Headhunters/2012 Norway/Magnolia Pictures/100 min.

By Michael Wilmington

Think you’ll be bored at a movie about corporate head-hunting and a missing Peter Paul Rubens painting? Not necessarily. The Norwegian neo-noir “Headhunters” may have its flaws – outrageous improbability chief among them – but it’s definitely no bore. In fact, the movie pretty well blasts you away as you watch it, using hot sex, cold brutality, and a twisty, constantly surprising crime plot to put you on the edge of your seat and then try to knock you out of it.

Based on a best-selling novel by Jo Nesbø– Norway’s most popular and highly regarded crime novelist, and the creator of the Harry Hole detective series – “Headhunters” revolves around a diminutive anti-hero, 5’6” Roger Brown (Aksel Hennie), who works as a headhunter and CEO recruiter, and dabbles in art thievery on the side. Roger, a self-professed “over-compensator,” is also married to an intimidatingly tall and beautiful Diana (Synnove Macody Lund), and he pulls his jobs with the unabashedly pathological heist man Ove Kikerud (Eivind Sander), a violent creep with nerves of ice and a taste for Russian hookers.

Into Roger’s life comes the intimidatingly tall and handsome Clas Greve (Danish actor Nicolaj Coster-Waldau), an ex-Dutch commando who also happens to have his hands on a long-missing, incredibly valuable Rubens painting, titillating the little headhunter/thief on two levels and maybe more. Roger’s life soon turns into a bloody mess.

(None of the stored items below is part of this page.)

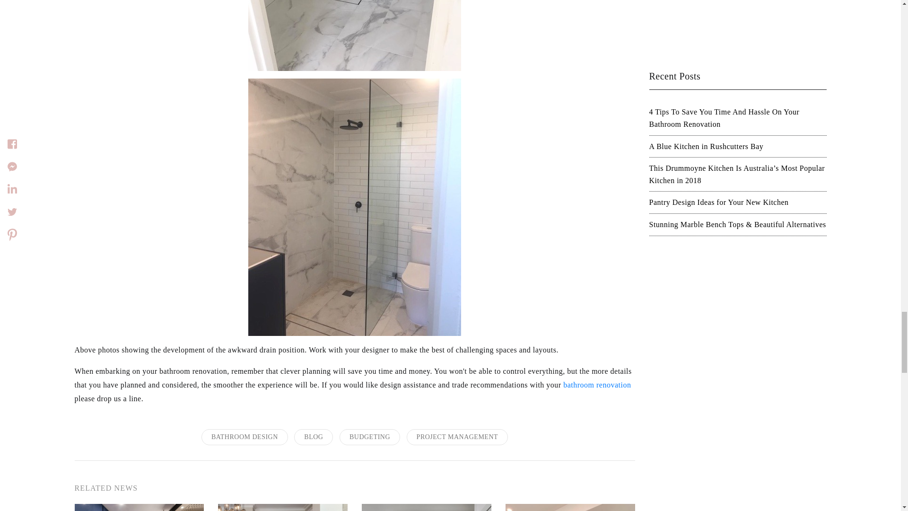 The height and width of the screenshot is (511, 908). Describe the element at coordinates (314, 437) in the screenshot. I see `BLOG` at that location.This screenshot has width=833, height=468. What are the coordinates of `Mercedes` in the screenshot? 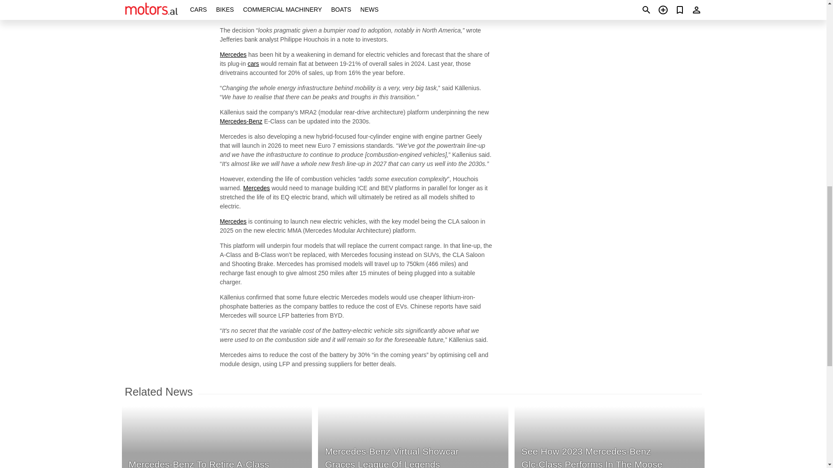 It's located at (233, 0).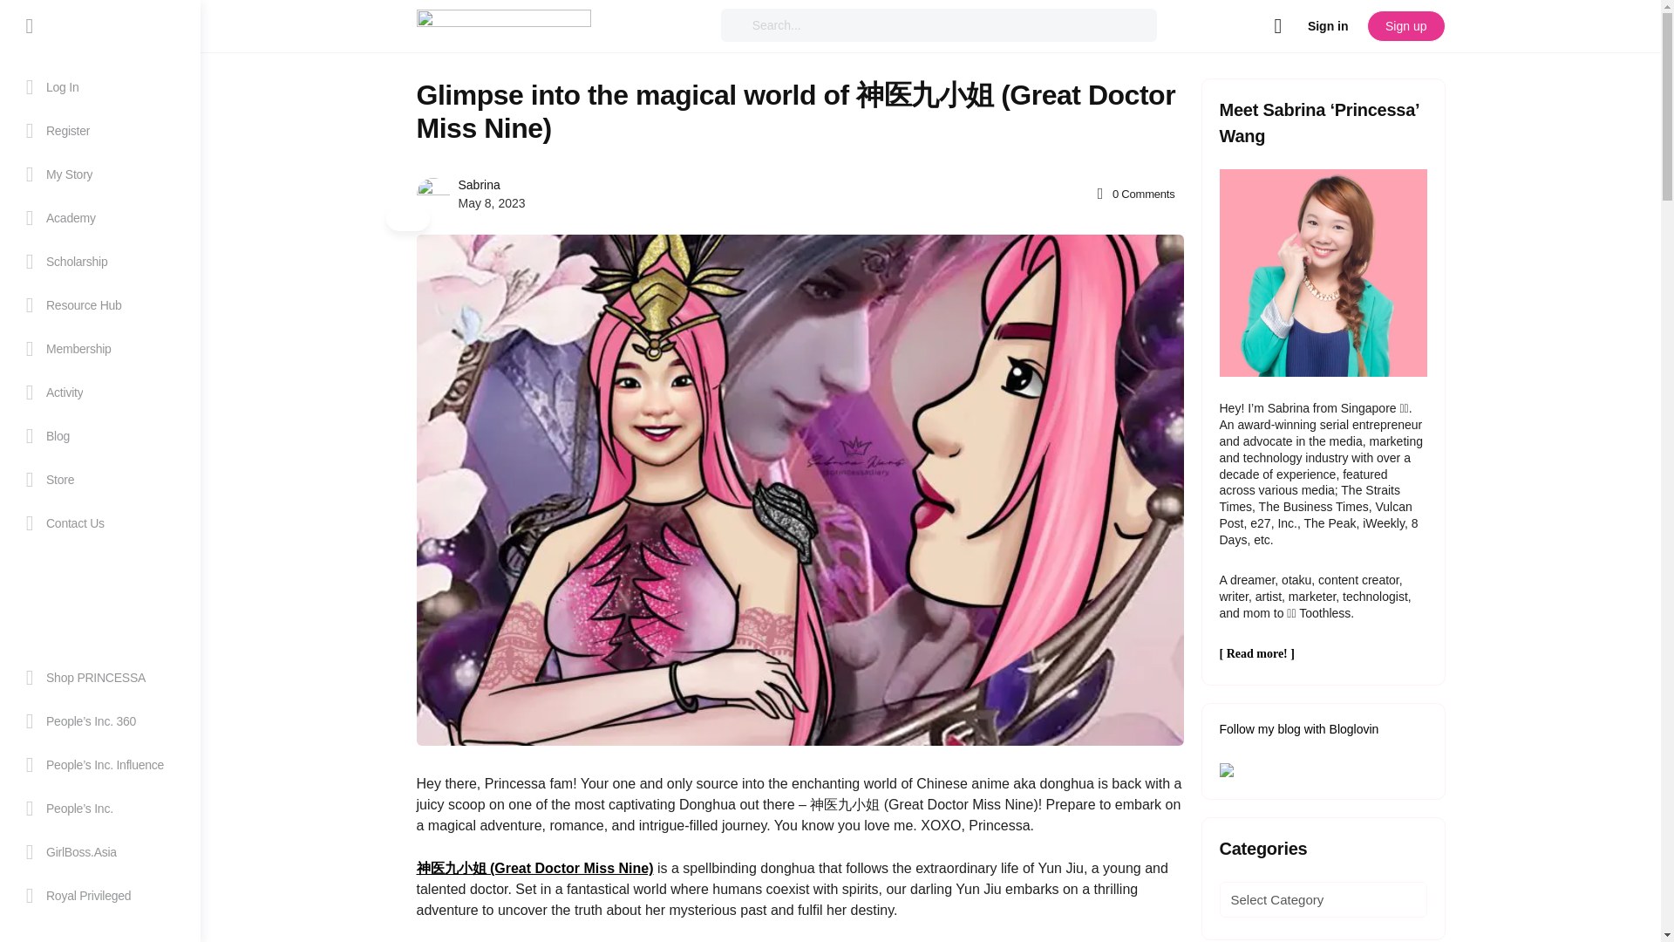 This screenshot has width=1674, height=942. Describe the element at coordinates (99, 349) in the screenshot. I see `Membership` at that location.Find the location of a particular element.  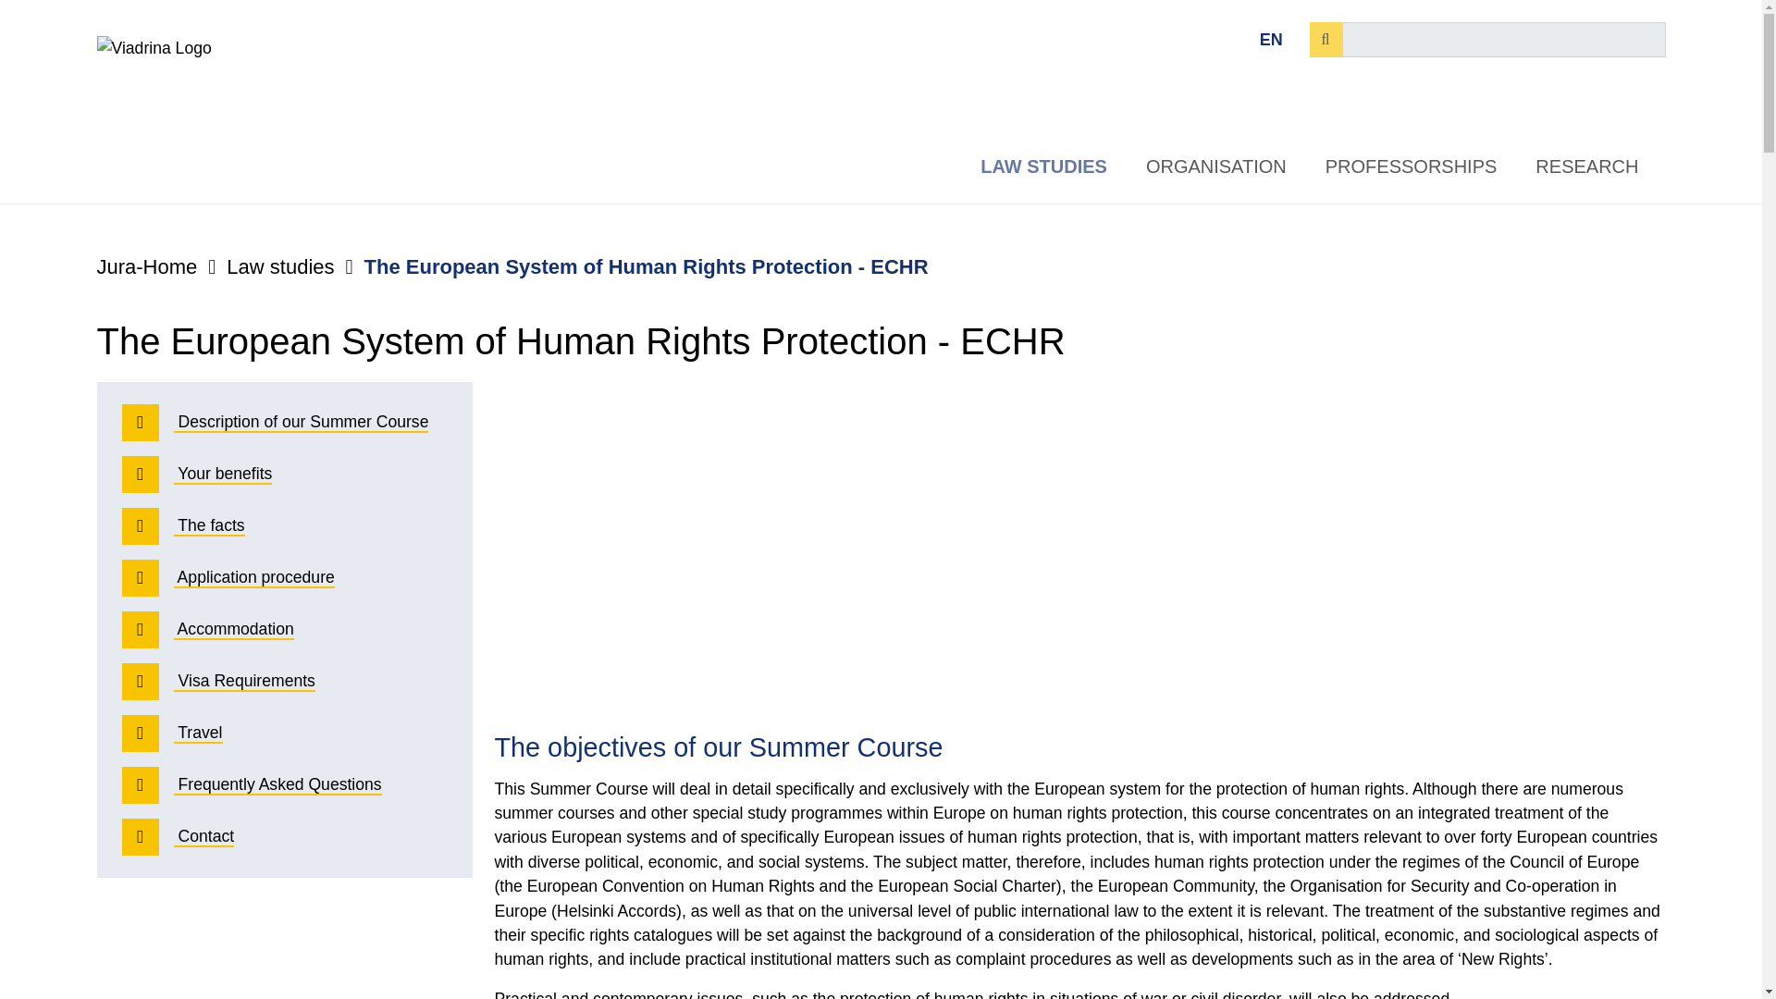

RESEARCH is located at coordinates (1587, 167).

The film however is slick and fast and gorgeously shot – if sometimes almost criminally outlandish and over-the-top. Director Morten Tyldum (a Norwegian TV commercial whiz), cinematographer John Andreas Andersen and editor Vidar Flataukan all succeed at times in knocking our socks off or at least getting them pulled pretty far off our toes. The four main actors are all compelling; Hennie and Coster-Waldau make a nice sparky pair of Mutt and Jeff antagonists. You may be irritated by “Headhunters.” You won’t be yawning, unless you were exhausted to begin with.

Writer Jo Nesbø

Norway’s Jo Nesbø is a thriller-writer in the Steig Larsson tradition, mixing sex and violence and social corruption with complex criminal behavior, and generating huge world-wide sales. Nesbø’s noir novels have been published in 140 countries and translated into 35 languages. He also scored the top three places in a recent Norwegian newspaper poll (by the journal Dagbladet) on Norway’s all-time best crime novels – and then took five more slots among the next eight. Hollywood is apparently impressed: Martin Scorsese and Mark Wahlberg are among the names that have been mentioned for the seemingly inevitable American versions.

But I suspect those movies, when they come, may not have quite the pizzazz of the Norwegian novels – as Tyldum’s “Headhunters” apparently does. It’s a racy, violent, hell-on-wheels neo-noir that makes Norway look, for at least a little while like the capitol of fictional crime – and maybe of overcompensation too.

“Headhunters” opens today in New York and LA.